The novel opens with the spirit of a woman haunting the West India docks, in London. She remembers two hundred years back when the smell of a dead boy gave her hiding position away and her and her unborn baby were dragged away, their freedom lost forever. She still searches for her Son, Uzo, who she hid before being taken by the slavers, and the daughter, although she never saw her, she knows that she had a baby girl, who she never got to name. On days she can hear them cry out to her, and she searches, the world for them, always returning to these docks empty handed.
Michael’s world is turned upside down when his eighteen-year old brother Simon, murders his stepmother. Michael, only sixteen, quickly realises that he is drowning, unable to handle the weight of the world crushing him. He does not even have enough money for his stepmother’s funeral, and his part time job at the super-market is not going to be enough to pay the multitude of bills.
With his mind fragile and his psyche fractured he turns to his best friend from his school days and starts to become ensnared in the world of drugs. Not just because he needs the money, but he needs a place where he can relax and mask the pain of what has happened. He doesn’t realise that this lifestyle is only a façade, the problems are still there and getting worse by the day.
Chapter five, returns the reader to Nigeria in 1981, to the little town of Obowi. This is the town where the ghost of the mother left her son before the slavers took her and she takes up the narration again. She laments that not much has changed until you start looking more closely. Some items such as the World War II tank left from the Biafran War, incongruous to her time, others have remained for over two hundred years. It is here in Obowi that we meet Ngozi.
Ngozi is anxious because she must move to Enugu, a village much larger than Obowi. Ngozi, does not want to leave her family, but has no choice, because she is moving to continue here education. She is worried that the family who she is staying with, the Asikas will not like her.
Through the eyes of the ghost of the mother, while continuing her endless search for her children, we follow the narratives of Michael and Ngozi, who for some reason she is drawn to.
We witness their lives changing as they get older. Both characters represent archetypical classes that they are locked into, a titanic effort needed to break the mould into which they have been poured.
I think that this is reflected in the brilliant choice of title. The Book of Echoes. Echoes representing the same lives, lives that are locked into similarity, never changing with each generation and weakening with each echo.
Both of their lives are extremely different but equally challenging. We live with the difficulties that Ngozi and Enugu experience. Amaka uses a wonderful phrase, “force-ripened into adulthood” as they try to escape from the stereotype and live a better life.
Throughout the novel, the narrative will switch back to the past when the ghost of the mother was alive, and we witness the horrible conditions she experiences after being stolen from her village. I don’t think that a novel can capture the cruelty and sadness that she would have experienced, but Amaka gives it a cracking attempt.
Amaka’s biography states that she started this novel twenty years ago and it certainly shows. There is no sign of this being a debut and it is smartly written. You can feel Amaka’s passion rising off the page. The novel covers an enormous amount of time, capturing the lives of the protagonists, from child to adult, but it never gets mired in the mundane, perhaps because the protagonist’s lives are such a struggle and such a fight to survive, they don’t seem to experience a boring moment.
Amaka does not hide that this book’s central theme is the oppression and struggle of black African people and women. She makes the excellent point of how far they and we as a whole society have come through the words of Marcia, Michael’s sister,
“Michael, it doesn’t look like things are changing because we’re living it. But over time, just as when we look back to our greatgrandparents’ time, we’ve moved a whole galaxy forward. In our great-grandfathers’ and -grandmothers’ time, we would have been out there cutting sugar cane for some slave master on some plantation, being whipped For Christ’s sake, we might not have even known each other or Mum – they might have sold us at birth. Or even forty years ago, would I have had the opportunity to go to the school I went to?”
In this novel, it’s Nigeria and England, but the narrative holds true for the world. We are making, and have made huge progress to wiping racism, sexism, and bigotry from the world, it is hard for us to see because we are living in the moment, but hopefully in the next couple of generations, if we have not destroyed the planet, we will have at least destroyed racism, sexism and bigotry.
I requested this book for review because of it’s narrative, it’s strong theme of racism and the struggle of those who experience it. Growing up in Queensland Australia, I experienced many forms of racism inflicted on the Aborigines, who are mentioned a few times in this book. Everybody in this world deserves the same chance, the same opportunities, the same happiness as everybody else regardless of race or sex.
People will read that sentence and say, Oh but it’s not that simple.
But it is!
4 Stars!
Rosanna Amaka grew up in South London and is of African and Caribbean heritage. As a child she loved writing short stories later progressing to novels, which she has spent many years crafting.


TASK DIRECTIONS:
Take the line containing "This screenshot has width=1294, height=651." and every line after it to the end of the records, and copy them exactly, excluding pictures.

DATASET RECORDS:
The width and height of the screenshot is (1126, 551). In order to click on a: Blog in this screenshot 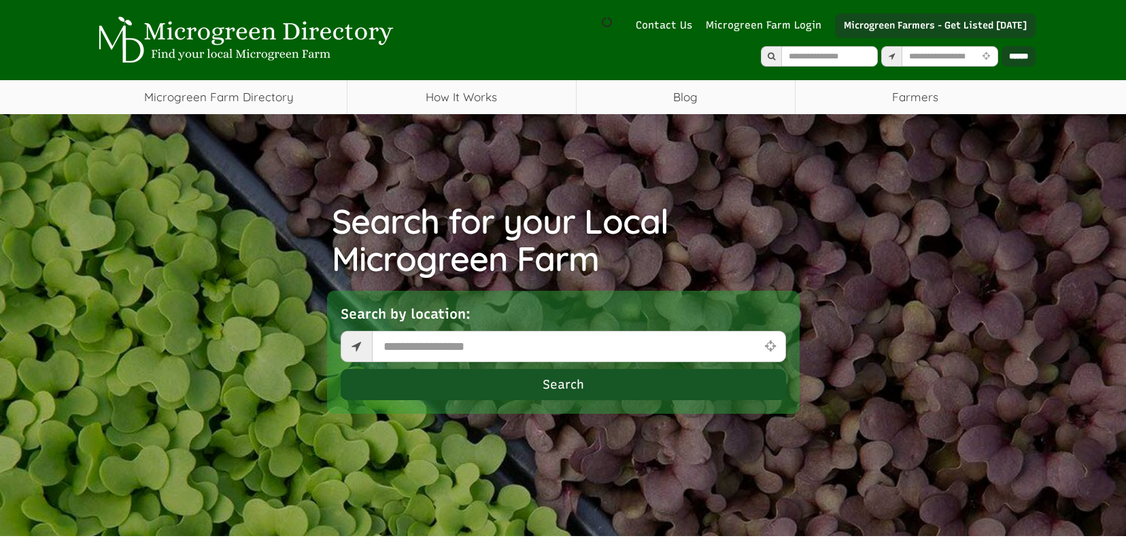, I will do `click(685, 97)`.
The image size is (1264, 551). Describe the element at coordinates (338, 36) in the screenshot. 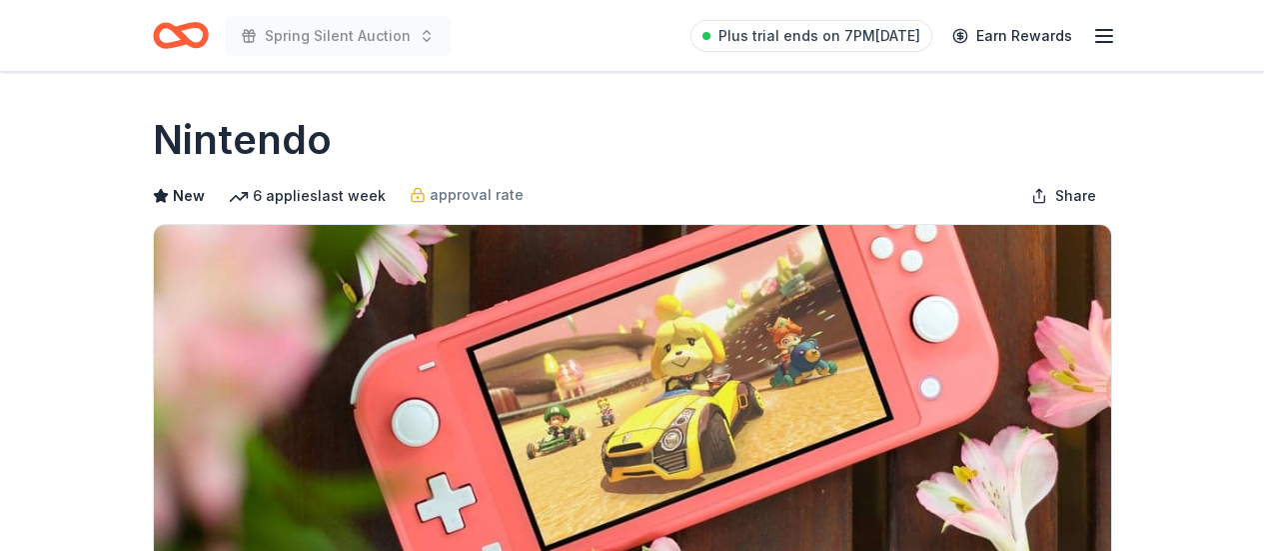

I see `button: Spring Silent Auction` at that location.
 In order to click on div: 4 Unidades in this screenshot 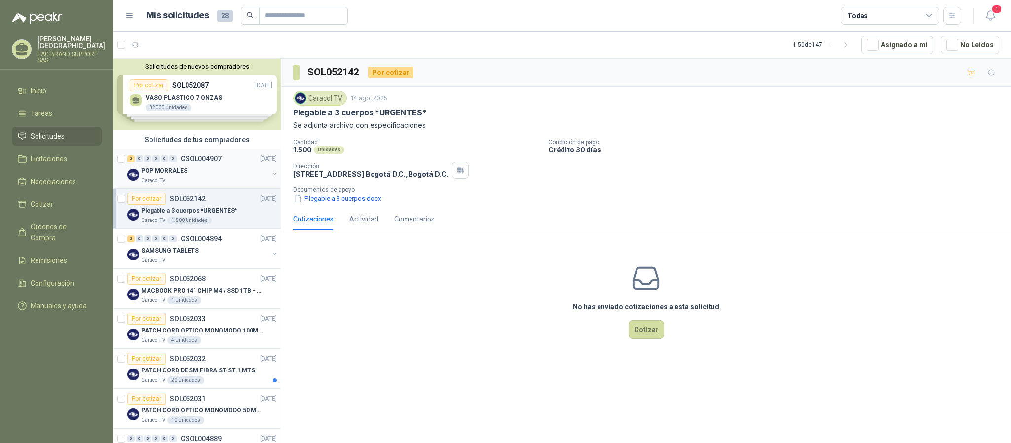, I will do `click(184, 340)`.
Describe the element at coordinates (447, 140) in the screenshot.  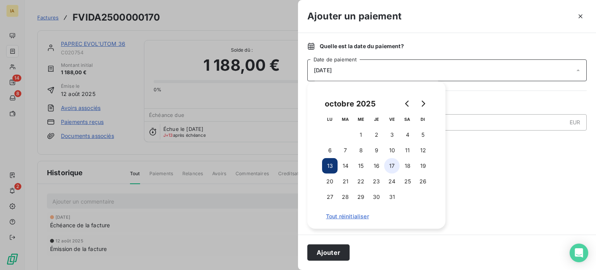
I see `span: Nouveau solde dû :` at that location.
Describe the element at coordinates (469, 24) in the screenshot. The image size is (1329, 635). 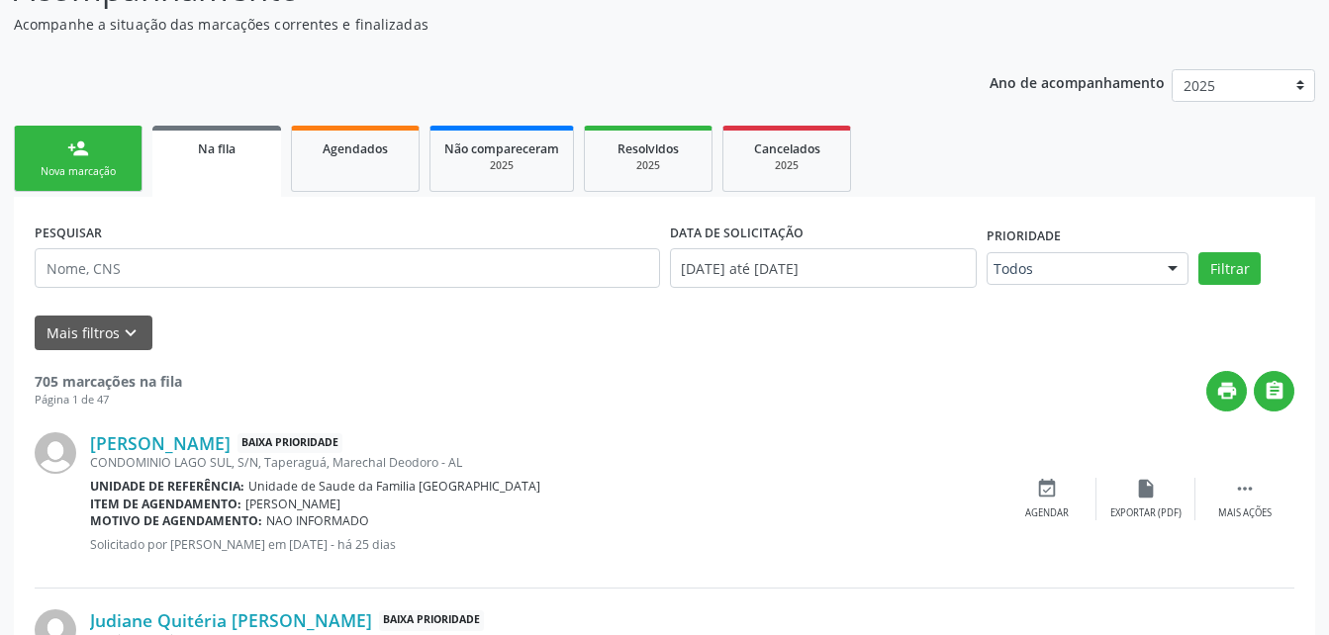
I see `p: Acompanhe a situação das marcações correntes e finalizadas` at that location.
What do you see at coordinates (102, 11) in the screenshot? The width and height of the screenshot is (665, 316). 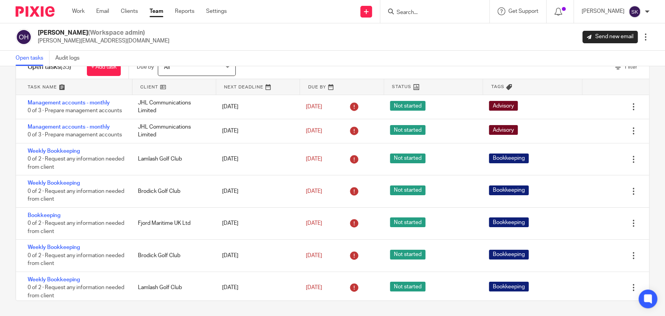 I see `a: Email` at bounding box center [102, 11].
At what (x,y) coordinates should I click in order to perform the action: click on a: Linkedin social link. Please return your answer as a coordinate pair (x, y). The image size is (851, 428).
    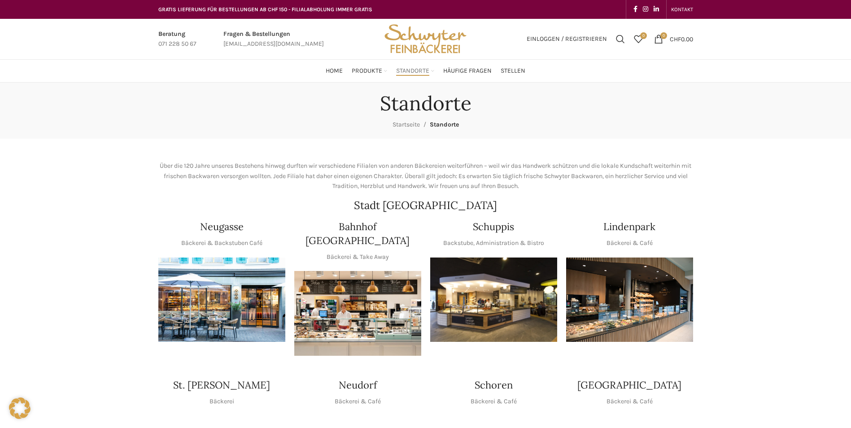
    Looking at the image, I should click on (657, 9).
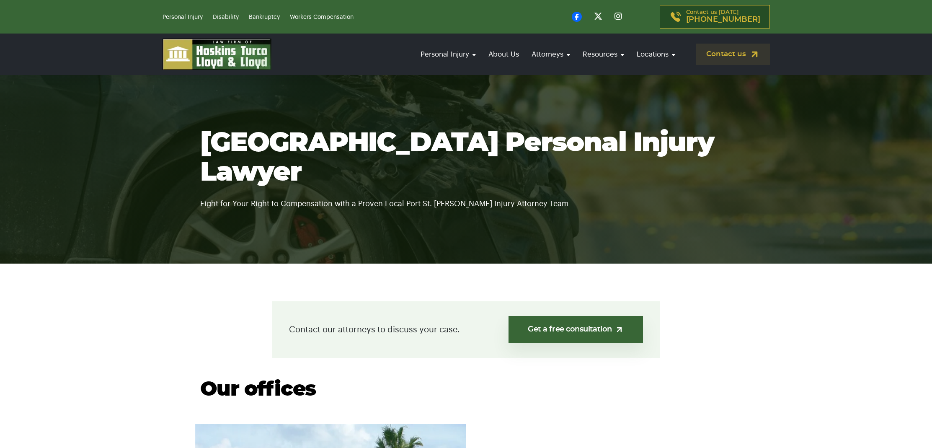 This screenshot has width=932, height=448. What do you see at coordinates (603, 54) in the screenshot?
I see `a: Resources` at bounding box center [603, 54].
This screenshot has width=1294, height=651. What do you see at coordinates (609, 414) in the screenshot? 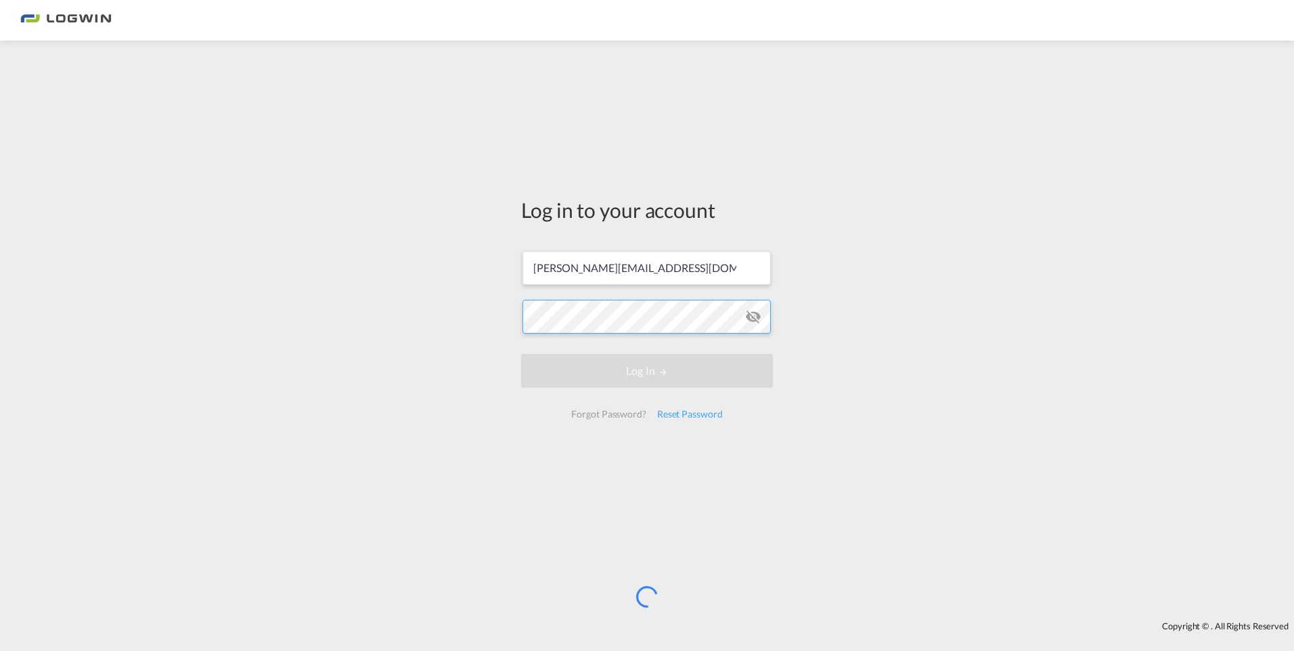
I see `div: Forgot Password?` at bounding box center [609, 414].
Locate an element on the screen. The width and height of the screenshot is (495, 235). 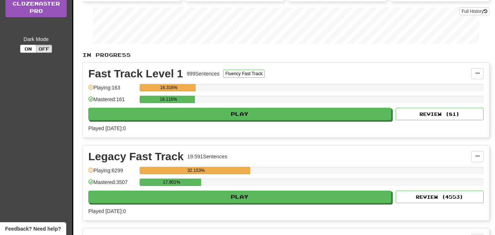
div: Playing: 6299 is located at coordinates (112, 173).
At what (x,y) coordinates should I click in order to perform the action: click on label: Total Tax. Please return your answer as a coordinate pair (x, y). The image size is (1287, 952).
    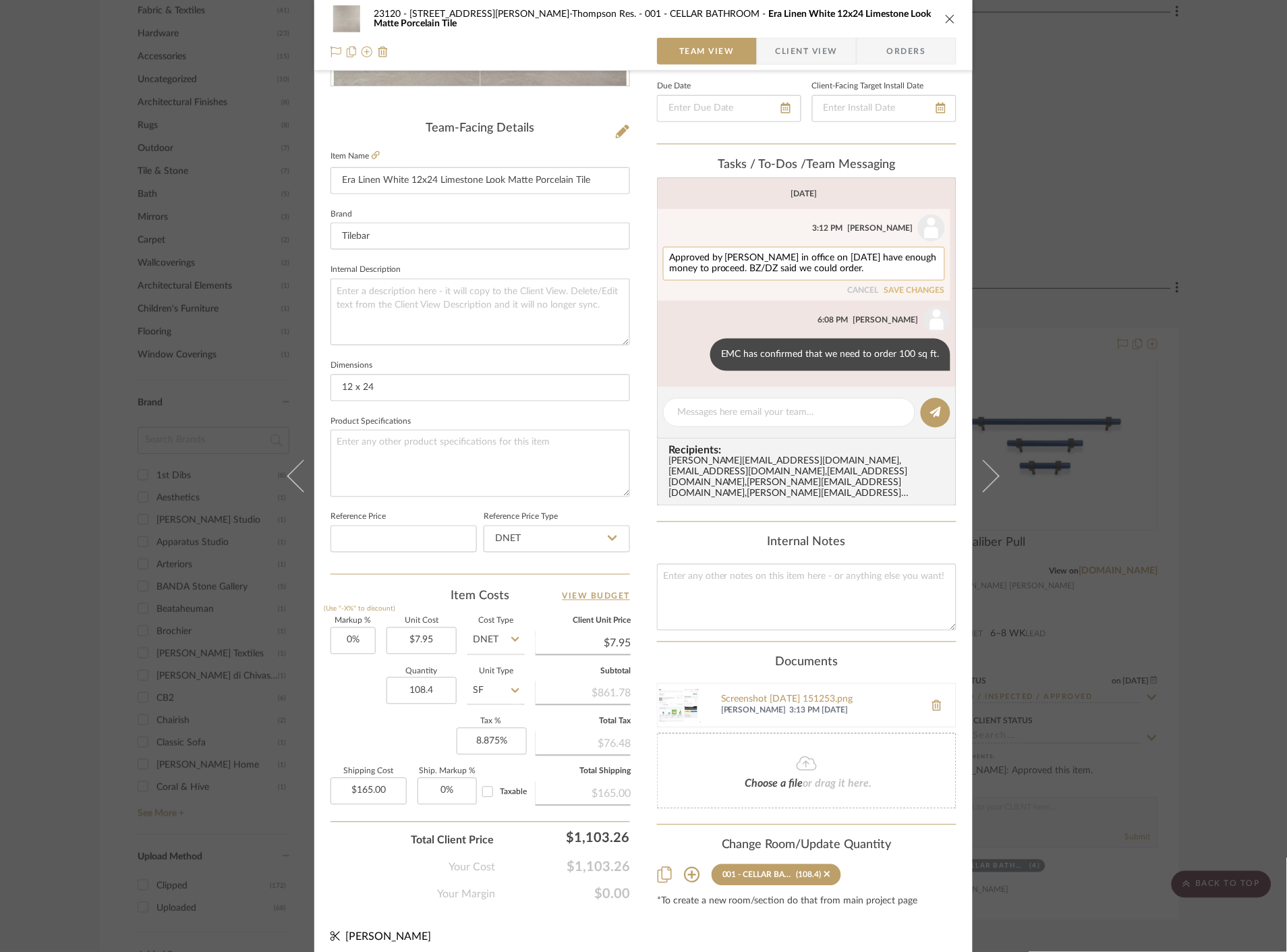
    Looking at the image, I should click on (583, 721).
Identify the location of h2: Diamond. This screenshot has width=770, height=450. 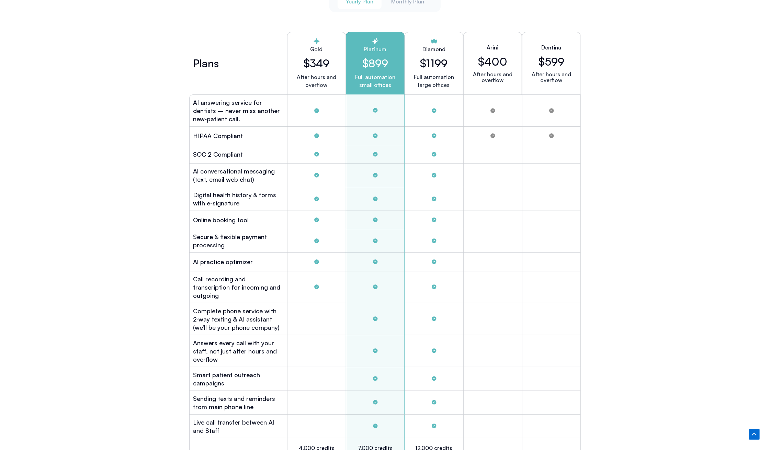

RESPONSE TO THIS EXERCISE:
This screenshot has width=1294, height=651. What do you see at coordinates (609, 414) in the screenshot? 
I see `div: Forgot Password?` at bounding box center [609, 414].
Locate an element on the screen. The width and height of the screenshot is (495, 235). 
div: Playing: 6299 is located at coordinates (112, 173).
At what (x,y) coordinates should I click in order to perform the action: click on label: Total Tax. Please return your answer as a coordinate pair (x, y). The image size is (1287, 952).
    Looking at the image, I should click on (583, 721).
Identify the location of h2: Diamond. This screenshot has width=770, height=450. 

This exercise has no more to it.